I weep for the whale - and despair of our ignorance
Independent on Sunday, The, Jan 22, 2006 by Philip Hoare
To experienced observers, there was never going to be a happy end for those crowds gathered on London's embankments to watch a whale struggling in the Thames's cappuccino-coloured waters. Yet the scale of those numbers says much about our fascination with these creatures. Swimming through the heart of the city, the northern bottlenose seemed to have been disgorged for our curiosity.
Ever since the leviathan swallowed Jonah (or indeed, Pinoc- chio), the symbolism of the whale has run deep in our culture like a dark and sometimes ominous shadow. Even now we know little about these enigmatic creatures. Only last July, a new species of snubfin dolphin was identified in Australian waters.
Our ignorance about whales - the largest, loudest, and longest- lived creatures on the planet - speaks volumes about our hubris as a species. It is why, since the 1970s, the whale has been an emblem of a threatened world. The plangent song of the humpback, sung in impenetrable cycles which are an expression of brains bigger and perhaps as powerful as our own, was recorded and sent into space on the Voyager probe. But their song may well be a threnody for both our species. Each summer I spend eight hours a day off the coast of Cape Cod, watching whales. I've seen up to 11 species of cetacea, from white-sided dolphin to gigantic, 80ft fin whales, gliding effortlessly under our boat and emerging to spout - drenching us in a fishy, atomised cloud. Nothing prepares you for a humpback's leap, as a 50-ton creature throws its entire bulk into the air, suspended for a split-second before it crashes back into the ocean. Nor could anything be more full of life.
In contrast, the death of the Thames whale may well prick our collective consciences - not least because we suspect our own culpability.

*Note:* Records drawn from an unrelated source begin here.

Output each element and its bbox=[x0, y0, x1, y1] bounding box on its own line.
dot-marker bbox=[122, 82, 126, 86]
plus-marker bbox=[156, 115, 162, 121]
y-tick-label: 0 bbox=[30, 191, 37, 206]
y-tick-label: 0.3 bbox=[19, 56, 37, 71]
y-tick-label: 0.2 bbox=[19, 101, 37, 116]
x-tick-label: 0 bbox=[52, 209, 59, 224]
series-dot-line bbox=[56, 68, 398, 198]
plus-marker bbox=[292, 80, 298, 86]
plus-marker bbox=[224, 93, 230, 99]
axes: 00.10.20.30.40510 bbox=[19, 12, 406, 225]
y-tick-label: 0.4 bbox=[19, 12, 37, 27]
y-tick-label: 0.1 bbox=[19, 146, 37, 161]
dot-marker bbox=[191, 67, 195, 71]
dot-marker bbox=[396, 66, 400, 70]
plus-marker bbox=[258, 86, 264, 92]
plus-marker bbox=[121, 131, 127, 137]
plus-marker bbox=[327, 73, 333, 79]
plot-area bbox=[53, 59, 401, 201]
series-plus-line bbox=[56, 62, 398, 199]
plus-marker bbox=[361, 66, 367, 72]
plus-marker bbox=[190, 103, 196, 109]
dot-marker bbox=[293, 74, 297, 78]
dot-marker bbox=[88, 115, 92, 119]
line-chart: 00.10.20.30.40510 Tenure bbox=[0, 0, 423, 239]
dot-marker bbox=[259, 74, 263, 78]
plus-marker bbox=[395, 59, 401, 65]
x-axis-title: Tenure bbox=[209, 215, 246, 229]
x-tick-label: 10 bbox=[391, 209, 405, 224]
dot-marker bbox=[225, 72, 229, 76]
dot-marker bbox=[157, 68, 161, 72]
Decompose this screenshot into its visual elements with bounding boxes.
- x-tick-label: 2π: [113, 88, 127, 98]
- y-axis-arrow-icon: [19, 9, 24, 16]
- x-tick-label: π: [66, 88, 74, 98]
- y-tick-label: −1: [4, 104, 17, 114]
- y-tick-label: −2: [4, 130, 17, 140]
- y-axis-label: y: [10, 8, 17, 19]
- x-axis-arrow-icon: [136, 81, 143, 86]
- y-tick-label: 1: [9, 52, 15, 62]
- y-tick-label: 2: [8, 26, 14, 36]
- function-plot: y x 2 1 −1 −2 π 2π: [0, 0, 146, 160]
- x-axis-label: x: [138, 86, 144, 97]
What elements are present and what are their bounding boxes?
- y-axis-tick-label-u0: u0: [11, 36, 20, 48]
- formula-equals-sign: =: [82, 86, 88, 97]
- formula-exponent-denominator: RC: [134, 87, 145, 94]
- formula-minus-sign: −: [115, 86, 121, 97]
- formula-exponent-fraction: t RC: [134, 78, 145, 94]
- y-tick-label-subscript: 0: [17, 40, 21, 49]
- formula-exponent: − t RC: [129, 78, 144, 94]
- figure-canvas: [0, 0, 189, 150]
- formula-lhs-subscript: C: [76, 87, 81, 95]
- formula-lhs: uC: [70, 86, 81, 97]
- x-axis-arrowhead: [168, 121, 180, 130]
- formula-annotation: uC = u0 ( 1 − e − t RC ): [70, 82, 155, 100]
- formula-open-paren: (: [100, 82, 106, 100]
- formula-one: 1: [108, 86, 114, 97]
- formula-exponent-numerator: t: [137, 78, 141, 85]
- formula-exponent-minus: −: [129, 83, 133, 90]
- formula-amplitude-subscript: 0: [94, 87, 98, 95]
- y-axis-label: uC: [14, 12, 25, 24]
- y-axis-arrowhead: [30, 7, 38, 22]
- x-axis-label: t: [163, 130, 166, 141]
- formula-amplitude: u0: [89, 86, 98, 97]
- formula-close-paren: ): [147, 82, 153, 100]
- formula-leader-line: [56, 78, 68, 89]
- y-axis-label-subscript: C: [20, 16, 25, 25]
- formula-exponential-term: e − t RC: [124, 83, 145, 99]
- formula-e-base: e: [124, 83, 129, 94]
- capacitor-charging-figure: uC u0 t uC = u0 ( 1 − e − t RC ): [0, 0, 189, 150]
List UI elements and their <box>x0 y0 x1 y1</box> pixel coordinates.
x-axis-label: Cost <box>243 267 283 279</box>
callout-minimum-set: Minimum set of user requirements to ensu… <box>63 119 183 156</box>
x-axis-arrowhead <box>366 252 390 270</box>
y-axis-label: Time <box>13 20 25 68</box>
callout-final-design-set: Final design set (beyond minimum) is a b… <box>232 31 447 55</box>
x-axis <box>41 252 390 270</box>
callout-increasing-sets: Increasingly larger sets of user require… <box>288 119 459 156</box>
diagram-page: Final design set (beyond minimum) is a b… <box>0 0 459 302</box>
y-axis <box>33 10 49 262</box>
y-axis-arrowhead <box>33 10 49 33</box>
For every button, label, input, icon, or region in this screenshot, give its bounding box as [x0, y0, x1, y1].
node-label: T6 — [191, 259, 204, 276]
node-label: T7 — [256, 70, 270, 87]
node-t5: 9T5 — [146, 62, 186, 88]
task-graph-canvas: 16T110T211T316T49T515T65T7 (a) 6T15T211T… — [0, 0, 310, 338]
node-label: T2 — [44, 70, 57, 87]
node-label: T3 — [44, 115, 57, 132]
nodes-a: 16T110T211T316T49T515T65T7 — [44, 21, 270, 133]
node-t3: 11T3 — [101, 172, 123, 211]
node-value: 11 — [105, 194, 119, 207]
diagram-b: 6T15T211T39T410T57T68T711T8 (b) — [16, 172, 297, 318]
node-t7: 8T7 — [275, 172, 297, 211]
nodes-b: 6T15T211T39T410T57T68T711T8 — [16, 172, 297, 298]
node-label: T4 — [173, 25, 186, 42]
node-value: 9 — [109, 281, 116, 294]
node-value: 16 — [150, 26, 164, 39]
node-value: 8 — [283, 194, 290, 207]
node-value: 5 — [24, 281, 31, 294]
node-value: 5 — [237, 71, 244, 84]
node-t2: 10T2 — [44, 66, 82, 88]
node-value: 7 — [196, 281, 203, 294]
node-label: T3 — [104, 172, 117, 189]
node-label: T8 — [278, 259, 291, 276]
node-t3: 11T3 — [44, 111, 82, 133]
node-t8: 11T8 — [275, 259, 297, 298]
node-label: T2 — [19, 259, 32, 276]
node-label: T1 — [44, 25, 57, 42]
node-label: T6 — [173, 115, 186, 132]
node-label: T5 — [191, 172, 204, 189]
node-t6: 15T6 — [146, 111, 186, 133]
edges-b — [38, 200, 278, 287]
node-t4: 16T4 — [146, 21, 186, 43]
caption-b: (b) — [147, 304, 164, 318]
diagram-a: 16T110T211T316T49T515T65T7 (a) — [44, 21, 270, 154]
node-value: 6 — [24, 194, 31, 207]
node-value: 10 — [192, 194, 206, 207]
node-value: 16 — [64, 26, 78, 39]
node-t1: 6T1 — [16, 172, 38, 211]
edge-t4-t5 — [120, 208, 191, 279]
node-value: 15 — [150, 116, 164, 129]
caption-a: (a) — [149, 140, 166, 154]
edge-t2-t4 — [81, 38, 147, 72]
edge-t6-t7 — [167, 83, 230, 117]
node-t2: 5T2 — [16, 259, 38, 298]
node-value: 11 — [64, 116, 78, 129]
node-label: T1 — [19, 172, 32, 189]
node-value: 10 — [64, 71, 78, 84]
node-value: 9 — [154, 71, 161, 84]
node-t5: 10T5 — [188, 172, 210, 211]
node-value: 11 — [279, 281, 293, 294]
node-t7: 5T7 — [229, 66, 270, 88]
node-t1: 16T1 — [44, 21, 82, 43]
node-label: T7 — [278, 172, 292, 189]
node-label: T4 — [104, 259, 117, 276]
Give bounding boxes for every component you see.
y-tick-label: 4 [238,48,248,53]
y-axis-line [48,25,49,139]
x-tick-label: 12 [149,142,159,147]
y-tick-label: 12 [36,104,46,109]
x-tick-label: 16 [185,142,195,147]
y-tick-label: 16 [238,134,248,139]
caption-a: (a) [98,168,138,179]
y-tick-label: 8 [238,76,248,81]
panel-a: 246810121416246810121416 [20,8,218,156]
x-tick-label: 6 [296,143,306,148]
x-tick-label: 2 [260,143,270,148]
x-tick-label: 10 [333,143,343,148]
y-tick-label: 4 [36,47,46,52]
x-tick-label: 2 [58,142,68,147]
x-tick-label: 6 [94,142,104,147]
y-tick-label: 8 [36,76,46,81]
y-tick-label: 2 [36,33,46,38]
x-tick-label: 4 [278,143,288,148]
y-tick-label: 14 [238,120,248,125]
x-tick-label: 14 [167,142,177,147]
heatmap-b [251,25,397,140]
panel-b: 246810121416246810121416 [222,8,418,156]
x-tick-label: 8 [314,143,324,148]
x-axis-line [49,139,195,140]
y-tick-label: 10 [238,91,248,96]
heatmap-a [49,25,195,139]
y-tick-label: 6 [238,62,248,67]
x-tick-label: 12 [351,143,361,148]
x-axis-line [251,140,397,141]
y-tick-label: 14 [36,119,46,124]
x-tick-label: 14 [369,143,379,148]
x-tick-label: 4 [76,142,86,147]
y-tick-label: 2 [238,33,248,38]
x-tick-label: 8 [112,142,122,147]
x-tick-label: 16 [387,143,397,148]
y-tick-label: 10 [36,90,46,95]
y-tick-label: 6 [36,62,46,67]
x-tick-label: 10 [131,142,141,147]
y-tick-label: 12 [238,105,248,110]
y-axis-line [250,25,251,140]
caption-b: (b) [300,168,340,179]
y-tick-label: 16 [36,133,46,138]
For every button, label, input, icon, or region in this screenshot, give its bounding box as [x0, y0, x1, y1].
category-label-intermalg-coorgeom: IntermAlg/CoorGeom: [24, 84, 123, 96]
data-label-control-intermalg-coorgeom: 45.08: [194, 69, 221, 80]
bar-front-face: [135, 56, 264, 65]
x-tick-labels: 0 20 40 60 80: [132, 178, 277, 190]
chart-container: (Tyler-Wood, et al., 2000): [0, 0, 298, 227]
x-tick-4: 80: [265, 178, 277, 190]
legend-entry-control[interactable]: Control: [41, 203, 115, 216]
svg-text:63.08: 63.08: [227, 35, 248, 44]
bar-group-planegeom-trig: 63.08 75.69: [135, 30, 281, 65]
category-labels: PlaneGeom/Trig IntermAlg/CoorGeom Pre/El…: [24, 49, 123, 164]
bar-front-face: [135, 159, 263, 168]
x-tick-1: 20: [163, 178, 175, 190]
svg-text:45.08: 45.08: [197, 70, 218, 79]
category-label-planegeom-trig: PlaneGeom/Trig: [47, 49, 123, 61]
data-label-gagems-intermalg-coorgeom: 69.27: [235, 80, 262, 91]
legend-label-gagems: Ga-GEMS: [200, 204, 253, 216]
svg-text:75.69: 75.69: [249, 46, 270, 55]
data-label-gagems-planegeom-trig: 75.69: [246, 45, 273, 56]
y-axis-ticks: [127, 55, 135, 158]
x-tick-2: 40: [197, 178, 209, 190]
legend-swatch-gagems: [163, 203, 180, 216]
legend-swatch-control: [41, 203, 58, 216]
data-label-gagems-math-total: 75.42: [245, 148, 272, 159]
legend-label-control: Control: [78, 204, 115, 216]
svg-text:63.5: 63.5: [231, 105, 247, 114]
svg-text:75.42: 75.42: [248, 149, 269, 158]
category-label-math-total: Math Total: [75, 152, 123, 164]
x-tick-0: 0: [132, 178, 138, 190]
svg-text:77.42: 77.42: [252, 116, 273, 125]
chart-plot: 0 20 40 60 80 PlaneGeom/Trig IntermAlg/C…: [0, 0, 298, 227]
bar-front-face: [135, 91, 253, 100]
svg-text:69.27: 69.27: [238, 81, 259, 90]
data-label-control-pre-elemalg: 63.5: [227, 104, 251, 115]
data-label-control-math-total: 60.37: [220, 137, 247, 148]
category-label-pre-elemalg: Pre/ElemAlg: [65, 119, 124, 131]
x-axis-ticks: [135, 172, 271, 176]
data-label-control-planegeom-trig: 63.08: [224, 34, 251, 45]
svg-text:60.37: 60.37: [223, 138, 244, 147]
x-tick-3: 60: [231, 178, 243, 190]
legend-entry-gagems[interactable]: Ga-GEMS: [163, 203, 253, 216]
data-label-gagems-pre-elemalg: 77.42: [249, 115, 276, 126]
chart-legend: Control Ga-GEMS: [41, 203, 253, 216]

Recent images of Greenpeace activists battling a Japanese whaling fleet in the declared whale sanctuary of the Southern Ocean roused righteous indignation' as does the knowledge that since the international moratorium on whaling in 1987, Japan alone has killed 7,900 minke whales, 243 Bryde's whales, 140 sei whales, and 38 sperm whales, under the guise of "scientific research".
Britain was still whaling within my lifetime, and anyone born before 1960 probably ate whale in margarine or ice cream, or used it in cosmetics. Norway, which still kills hundreds of minke whales every year, took up hunting the northern bottlenose whale in 1973, when the British market for whale meat - as pet food - officially closed. The bottlenoses suffered particularly in the great age of whaling: 22,000 were killed in the last quarter of the 19th century by British and Norwegian fleets - although these figures pale in comparison to the greater cetacean holocaust of the 20th century, when 360,000 blue whales died. Fewer than 4,000 remain.
Yet it is the whale's own suicidal tendency to strand - the ultimate reason for the Thames whale's demise - which brings man into contact with cetaceans. By tradition in England, stranded or beached whales become "Royal Fish" - as Herman Melville narrates in the ur-text of cetology, Moby-Dick' indeed, Elizabeth I was fond of whale meat. Collapsing under their own enormous weight, the whale's sheer size becomes the mechanism of its death.
Our modern age might take the whale's fate as an omen of a world out of kilter. Last month, in the shallow waters off Cape Town, six Arnoux's beaked whales, equally seldom-seen denizens of deep water, made a similarly unusual appearance close to shore. Scientists feared that they too, like the Thames whale, would meet a sad end. Yet they disappeared back into the ocean, leaving only their mysterious mottled shapes in afterimage, these antediluvian ghosts come to haunt us with our collective sins.